Every chart is filter-linked. Clicking a department, age group, or education field updates the entire view — empowering HR business partners to explore their own populations without waiting for an analyst.

04 · The Solution

Building the Dashboard

I designed and built the dashboard in Tableau, choosing it for its interactive filtering capabilities and Tableau Public publishing for stakeholder access. The layout was structured to guide the user's eye from high-level KPIs down to segmented breakdowns.

Every visual was mapped to a specific question that stakeholders had asked during discovery. No chart existed without a corresponding decision it was meant to support.

Dashboard Components

KPI Summary Bar

Total employees (1,470), attrition count (237), attrition rate (16.1%), and average age (37). The four numbers HR checks first

Department Attrition Breakdown

Donut chart showing R&D (56.12%), Sales (38.82%), and HR (5.06%), immediately surfacing where attrition is concentrated

Age Group Distribution

Bar chart segmented by age bands revealing the 25 to 34 cohort as the highest attrition group across all departments

Satisfaction vs. Attrition Matrix

Heat map correlating job satisfaction levels (1 to 4) with attrition rates. Satisfaction level 1 shows nearly 3x the exit rate

Education Field Analysis

Stacked bar showing attrition distribution by education background. Life Sciences and Medical degrees lead exits

Interactive Cross-Filters

Click any segment to filter the entire dashboard. Department, age group, gender, and education are all interlinked

05 · The Impact

From Data to Retention Strategy

The dashboard transformed how HR leadership approached attrition. Instead of quarterly reports that arrived too late, they had a live tool that revealed exactly where to focus retention efforts.

The R&D finding alone shifted budget allocation. The department received targeted engagement programmes and mentorship initiatives for early career employees. Satisfaction survey cadence was increased from annual to quarterly for high risk segments identified by the dashboard.

Impact Metrics

1,470

Employee records analysed across 35 data fields

56.12%

R&D's share of total attrition, surfaced as the critical intervention point

Higher attrition rate for employees with satisfaction level 1 vs. level 4

25 to 34 Age Band

Identified as highest-risk cohort for early attrition across all departments

Reflection

What I Learned

Aggregates Lie

A 16.1% overall attrition rate sounds manageable. But when R&D carries 56% of exits and your highest value talent pipeline sits in the 25 to 34 age band, the aggregate is hiding a crisis. Always segment before you summarise.

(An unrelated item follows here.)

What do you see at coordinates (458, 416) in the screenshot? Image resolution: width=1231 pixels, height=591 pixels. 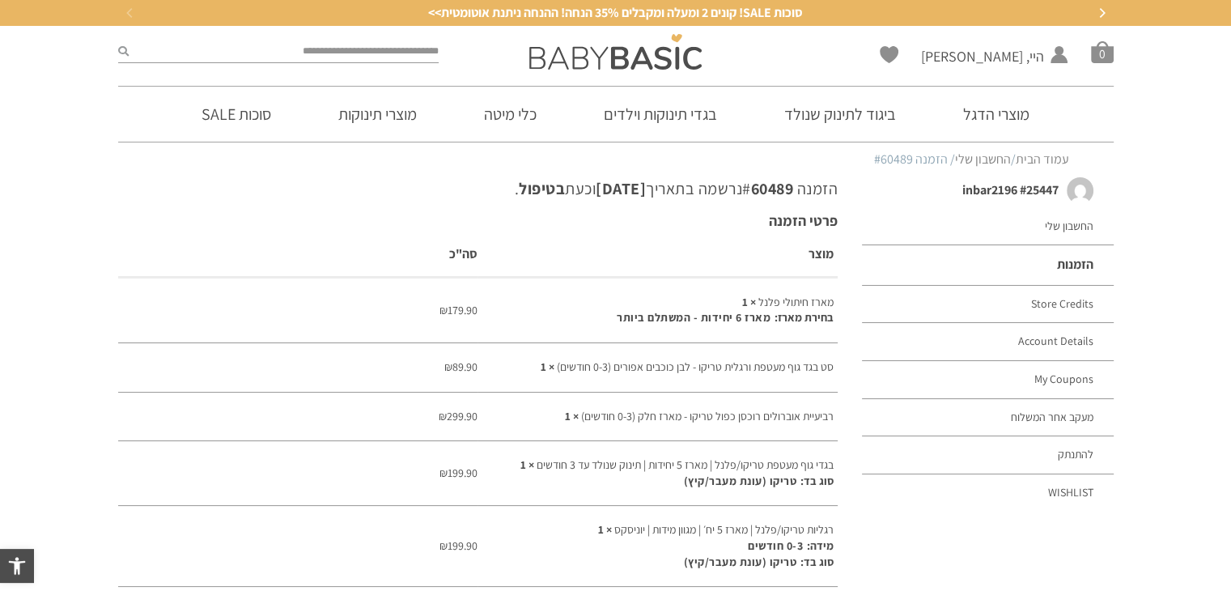 I see `bdi: 299.90` at bounding box center [458, 416].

Design for Questions, Not Answers

The best dashboards don't provide answers. They help users ask better questions. Interactive filters and cross dimensional views turned passive report consumers into active analysts.

Satisfaction Is a Leading Indicator

By the time someone leaves, the decision was made months ago. Satisfaction data, when properly visualised and correlated with outcomes, becomes the closest thing HR has to a predictive signal.